This grooved sinker stone (also known as a banded stone net weight) is our best example of a Native American fishing sinker stone and it tells the story of gill net fishing in our rivers and streams. Although this sinker stone was found on Sauvies Island near Portland, it is the same type that was used by generations and generations of Native American fishermen on the Salmon and Siletz Rivers here in the area we now call North Lincoln County.
The stone is about the size of a softball and was used to hold down a gill net that was strung across a river. Floats were attached to the top of the net to hold it up. The image below, from “Indian Fishing,” by Hilary Stewart, shows how these gill nets were stung.
The fish would swim into the net and get stuck. When they would try and reverse out of the net, their gills would get caught, hence the name “gill net.” This method was so effective that it is still used to this day using modern material such as plastic and lead, as you can see by the caption of the above photo.
The purpose of the groove in the sinker stone is so a rope could be easily fastened to the stone, as seen in the illustration below (from “Indian Fishing,” by Hilary Stewart):
According to “Tillamook Indians of the Oregon Coast,” by John Sauter and Bruce Johnson, “Gill nets were usually about fifty feet long and were strung across good fishing spots. The top of the net was attached to floats, while net weights were tied to the bottom to hold the net straight in the water. Net weights were made of stone and were either ball shaped and banded with a pecked groove, or disk shaped and perforated with a drilling stone.” See the figures that accompanies this information below that show the perforated stone weights as well:
When we at the museum think of fishing on the Salmon River, we think of Jane and John Baxter. Jane, born in 1862, and John, born in 1858, were Siletz Tribe members and land allotment holders along the Salmon River (later the location of Pixieland, now a Forest Service protected wetland). Below is a photo of John (second from left) and Jane (third from left) with their catch on the Salmon River. Also in the photo are Mary and George Cutler (far right), founders of Cutler City. Despite all of the oppression the Baxter’s endured during their lives, they were known as kind and helpful to the white settlers.
John Baxter was blind but could manage a boat and fish as well as anyone who could see. Jane was a remarkable woman, well liked by everyone.
“In Jimmy Gentry’s youth, the Indians on the river kept to themselves, but he would see Jane Baxter wading for flounder, fishing with her spear or walking along carrying a gunny sack on her back. Her spear was a pole with a nail or something sharp driven into the end. At low tide, spear between her toes, she stepped on flounder covered up in the mud, and speared them. With the fish impaled on the spear, Jane bent down, picked it up, and put it in her sack. Jane’s former husband – a Baxter – was blind. She later remarried – this time to a Mexican man.” -Jimmy Gentry interviewed for the Pioneer History of North Lincoln County, Volume 2.
This grooved sinker stone tells the story of a thriving Native American fishing community and specifically of the use of gill nets in streams and rivers. We are happy to tell the story of the people that lived here before white settlers through the artifacts left behind. Native American Tribes in the Pacific Northwest continue to practice their traditional sustainable fishing practices and we can all learn from their cohesive existence with nature.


#### Task objective
The response must contain every line below in which "Nova" appears.

(Records excerpted from a collection)
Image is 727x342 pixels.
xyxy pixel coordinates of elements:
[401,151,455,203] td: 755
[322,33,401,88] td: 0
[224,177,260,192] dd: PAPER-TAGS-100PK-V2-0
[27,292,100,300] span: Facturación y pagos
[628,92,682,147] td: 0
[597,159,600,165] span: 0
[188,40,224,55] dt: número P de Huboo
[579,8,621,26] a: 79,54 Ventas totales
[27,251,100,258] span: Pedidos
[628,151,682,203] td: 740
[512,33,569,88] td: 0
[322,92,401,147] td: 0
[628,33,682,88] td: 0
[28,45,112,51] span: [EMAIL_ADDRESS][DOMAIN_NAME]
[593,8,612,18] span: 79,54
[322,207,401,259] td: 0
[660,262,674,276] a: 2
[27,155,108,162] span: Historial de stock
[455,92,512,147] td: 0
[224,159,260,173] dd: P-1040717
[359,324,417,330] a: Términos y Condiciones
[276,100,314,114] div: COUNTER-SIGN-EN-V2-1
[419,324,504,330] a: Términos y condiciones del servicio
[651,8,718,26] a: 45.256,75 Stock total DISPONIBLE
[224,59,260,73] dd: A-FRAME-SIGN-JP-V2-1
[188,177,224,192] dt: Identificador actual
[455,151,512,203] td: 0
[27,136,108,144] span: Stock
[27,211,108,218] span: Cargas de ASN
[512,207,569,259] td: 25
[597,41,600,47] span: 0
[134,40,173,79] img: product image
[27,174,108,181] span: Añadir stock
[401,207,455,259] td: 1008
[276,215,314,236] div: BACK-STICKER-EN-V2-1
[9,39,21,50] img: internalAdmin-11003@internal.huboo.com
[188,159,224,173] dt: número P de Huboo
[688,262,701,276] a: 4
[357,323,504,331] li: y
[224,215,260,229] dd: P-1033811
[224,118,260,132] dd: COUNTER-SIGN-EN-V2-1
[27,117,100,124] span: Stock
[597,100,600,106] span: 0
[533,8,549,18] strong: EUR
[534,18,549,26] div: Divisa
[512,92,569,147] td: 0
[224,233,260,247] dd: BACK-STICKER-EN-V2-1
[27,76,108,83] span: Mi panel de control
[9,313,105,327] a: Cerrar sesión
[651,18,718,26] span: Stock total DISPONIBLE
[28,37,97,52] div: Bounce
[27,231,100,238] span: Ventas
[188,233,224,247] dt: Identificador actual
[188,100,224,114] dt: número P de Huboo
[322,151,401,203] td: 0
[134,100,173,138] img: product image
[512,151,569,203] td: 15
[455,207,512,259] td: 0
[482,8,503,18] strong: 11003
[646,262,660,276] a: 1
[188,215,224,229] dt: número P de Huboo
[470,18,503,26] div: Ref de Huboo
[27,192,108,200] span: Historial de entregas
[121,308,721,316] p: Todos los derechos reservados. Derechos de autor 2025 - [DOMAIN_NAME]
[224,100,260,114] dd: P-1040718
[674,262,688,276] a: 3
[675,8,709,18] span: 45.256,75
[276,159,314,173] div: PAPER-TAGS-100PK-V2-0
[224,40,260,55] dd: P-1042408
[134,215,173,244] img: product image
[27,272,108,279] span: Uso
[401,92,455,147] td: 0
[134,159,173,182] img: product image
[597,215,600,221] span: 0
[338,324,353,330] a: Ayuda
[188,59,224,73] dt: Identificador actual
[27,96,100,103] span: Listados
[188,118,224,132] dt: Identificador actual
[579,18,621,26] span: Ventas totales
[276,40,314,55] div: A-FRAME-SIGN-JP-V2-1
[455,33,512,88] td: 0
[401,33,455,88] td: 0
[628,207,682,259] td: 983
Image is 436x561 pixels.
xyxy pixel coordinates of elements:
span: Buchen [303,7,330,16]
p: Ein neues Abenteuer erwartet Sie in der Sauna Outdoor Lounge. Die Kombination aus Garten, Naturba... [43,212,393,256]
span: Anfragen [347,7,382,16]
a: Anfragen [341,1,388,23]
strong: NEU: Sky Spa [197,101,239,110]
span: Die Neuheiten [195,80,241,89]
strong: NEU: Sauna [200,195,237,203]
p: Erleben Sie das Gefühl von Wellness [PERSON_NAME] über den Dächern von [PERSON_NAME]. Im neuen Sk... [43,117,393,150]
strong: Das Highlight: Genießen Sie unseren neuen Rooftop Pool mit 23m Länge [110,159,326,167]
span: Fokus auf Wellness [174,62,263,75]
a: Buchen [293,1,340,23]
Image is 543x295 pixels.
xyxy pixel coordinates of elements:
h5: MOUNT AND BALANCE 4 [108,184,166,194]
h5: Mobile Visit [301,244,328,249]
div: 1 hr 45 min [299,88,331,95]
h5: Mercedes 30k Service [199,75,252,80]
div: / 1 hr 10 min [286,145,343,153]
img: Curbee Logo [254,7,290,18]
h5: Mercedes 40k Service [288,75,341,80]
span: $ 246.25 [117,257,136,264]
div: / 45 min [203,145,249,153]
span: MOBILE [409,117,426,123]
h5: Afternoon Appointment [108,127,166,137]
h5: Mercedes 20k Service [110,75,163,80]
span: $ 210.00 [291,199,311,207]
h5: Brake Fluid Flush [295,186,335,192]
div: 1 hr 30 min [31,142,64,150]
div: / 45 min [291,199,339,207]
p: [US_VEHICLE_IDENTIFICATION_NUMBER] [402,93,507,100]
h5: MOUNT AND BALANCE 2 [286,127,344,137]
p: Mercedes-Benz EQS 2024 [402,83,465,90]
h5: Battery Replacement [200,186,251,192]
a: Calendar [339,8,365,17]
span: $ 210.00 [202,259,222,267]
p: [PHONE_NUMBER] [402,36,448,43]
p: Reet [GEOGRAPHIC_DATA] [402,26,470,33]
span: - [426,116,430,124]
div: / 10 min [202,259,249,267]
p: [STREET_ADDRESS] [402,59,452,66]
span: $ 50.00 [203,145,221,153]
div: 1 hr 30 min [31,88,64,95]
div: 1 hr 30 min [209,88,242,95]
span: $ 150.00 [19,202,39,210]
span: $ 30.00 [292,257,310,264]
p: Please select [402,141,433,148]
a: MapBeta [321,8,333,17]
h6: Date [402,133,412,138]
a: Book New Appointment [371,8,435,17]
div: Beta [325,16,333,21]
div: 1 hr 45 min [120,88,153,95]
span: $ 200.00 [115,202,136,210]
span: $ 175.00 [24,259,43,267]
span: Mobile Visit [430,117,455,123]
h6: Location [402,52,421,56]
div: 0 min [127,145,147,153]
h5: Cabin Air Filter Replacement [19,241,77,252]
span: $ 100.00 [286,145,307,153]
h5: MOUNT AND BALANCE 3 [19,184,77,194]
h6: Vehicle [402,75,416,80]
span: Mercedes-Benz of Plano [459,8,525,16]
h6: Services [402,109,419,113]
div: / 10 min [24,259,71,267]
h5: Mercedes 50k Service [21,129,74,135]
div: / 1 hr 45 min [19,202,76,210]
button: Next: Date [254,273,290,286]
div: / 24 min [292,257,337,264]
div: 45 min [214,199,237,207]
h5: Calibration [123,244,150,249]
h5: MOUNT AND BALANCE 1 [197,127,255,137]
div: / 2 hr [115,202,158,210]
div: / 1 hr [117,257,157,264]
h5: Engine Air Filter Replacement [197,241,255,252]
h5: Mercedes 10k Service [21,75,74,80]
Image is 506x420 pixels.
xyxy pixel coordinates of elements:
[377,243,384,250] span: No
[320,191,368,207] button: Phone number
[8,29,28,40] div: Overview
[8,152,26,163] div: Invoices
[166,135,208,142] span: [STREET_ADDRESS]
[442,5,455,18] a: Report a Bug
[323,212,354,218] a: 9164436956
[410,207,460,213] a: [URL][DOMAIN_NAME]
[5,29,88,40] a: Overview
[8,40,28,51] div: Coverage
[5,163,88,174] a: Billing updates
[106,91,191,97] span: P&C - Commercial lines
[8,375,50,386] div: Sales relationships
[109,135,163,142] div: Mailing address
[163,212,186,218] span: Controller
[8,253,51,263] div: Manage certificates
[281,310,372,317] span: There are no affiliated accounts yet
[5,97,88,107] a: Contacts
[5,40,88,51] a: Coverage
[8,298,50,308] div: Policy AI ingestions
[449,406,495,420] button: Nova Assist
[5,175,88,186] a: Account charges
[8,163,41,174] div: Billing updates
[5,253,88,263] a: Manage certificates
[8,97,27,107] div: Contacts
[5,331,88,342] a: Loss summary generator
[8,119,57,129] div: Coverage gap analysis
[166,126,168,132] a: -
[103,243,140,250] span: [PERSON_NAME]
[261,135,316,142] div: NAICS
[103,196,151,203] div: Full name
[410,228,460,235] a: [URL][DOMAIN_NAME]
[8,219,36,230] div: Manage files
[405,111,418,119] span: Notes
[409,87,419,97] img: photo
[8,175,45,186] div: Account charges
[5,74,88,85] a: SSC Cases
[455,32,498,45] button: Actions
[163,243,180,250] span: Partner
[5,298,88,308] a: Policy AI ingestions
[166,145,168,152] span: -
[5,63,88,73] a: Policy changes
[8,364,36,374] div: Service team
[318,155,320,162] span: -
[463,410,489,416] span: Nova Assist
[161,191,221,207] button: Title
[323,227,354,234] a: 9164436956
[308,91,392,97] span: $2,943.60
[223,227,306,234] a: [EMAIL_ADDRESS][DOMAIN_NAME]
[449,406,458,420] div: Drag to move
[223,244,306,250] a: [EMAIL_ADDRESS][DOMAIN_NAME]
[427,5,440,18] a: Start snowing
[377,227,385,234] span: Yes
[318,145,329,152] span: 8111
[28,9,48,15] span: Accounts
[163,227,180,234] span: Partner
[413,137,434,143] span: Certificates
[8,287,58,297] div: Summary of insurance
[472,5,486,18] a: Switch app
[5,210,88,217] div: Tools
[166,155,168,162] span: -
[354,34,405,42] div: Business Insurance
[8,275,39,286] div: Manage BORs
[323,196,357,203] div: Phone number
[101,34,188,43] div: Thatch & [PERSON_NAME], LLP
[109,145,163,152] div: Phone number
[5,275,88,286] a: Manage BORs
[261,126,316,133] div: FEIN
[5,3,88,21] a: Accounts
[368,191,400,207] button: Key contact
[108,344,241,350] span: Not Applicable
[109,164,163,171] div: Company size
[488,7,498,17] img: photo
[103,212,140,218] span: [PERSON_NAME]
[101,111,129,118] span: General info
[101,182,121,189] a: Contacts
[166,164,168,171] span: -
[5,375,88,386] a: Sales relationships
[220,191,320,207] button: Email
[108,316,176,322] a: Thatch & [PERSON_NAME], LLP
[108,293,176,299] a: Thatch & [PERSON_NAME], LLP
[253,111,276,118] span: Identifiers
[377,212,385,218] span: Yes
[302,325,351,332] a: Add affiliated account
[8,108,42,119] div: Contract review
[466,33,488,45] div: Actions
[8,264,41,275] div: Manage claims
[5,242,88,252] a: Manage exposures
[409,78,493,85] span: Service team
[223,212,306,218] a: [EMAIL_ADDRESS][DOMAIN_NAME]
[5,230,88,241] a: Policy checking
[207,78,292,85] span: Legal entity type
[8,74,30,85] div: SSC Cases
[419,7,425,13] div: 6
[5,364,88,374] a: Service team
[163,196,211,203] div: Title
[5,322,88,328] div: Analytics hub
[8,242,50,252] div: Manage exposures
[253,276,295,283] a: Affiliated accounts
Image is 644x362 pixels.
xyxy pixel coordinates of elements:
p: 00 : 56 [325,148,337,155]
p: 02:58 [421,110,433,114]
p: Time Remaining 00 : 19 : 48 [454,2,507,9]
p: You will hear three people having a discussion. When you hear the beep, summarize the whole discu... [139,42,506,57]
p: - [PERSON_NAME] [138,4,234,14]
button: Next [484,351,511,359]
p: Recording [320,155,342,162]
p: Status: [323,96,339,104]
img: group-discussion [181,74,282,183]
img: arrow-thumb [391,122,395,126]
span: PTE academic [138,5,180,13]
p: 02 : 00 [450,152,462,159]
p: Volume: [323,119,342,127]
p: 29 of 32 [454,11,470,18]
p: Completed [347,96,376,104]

#### Exercise result
[449,406,495,420] button: Nova Assist
[463,410,489,416] span: Nova Assist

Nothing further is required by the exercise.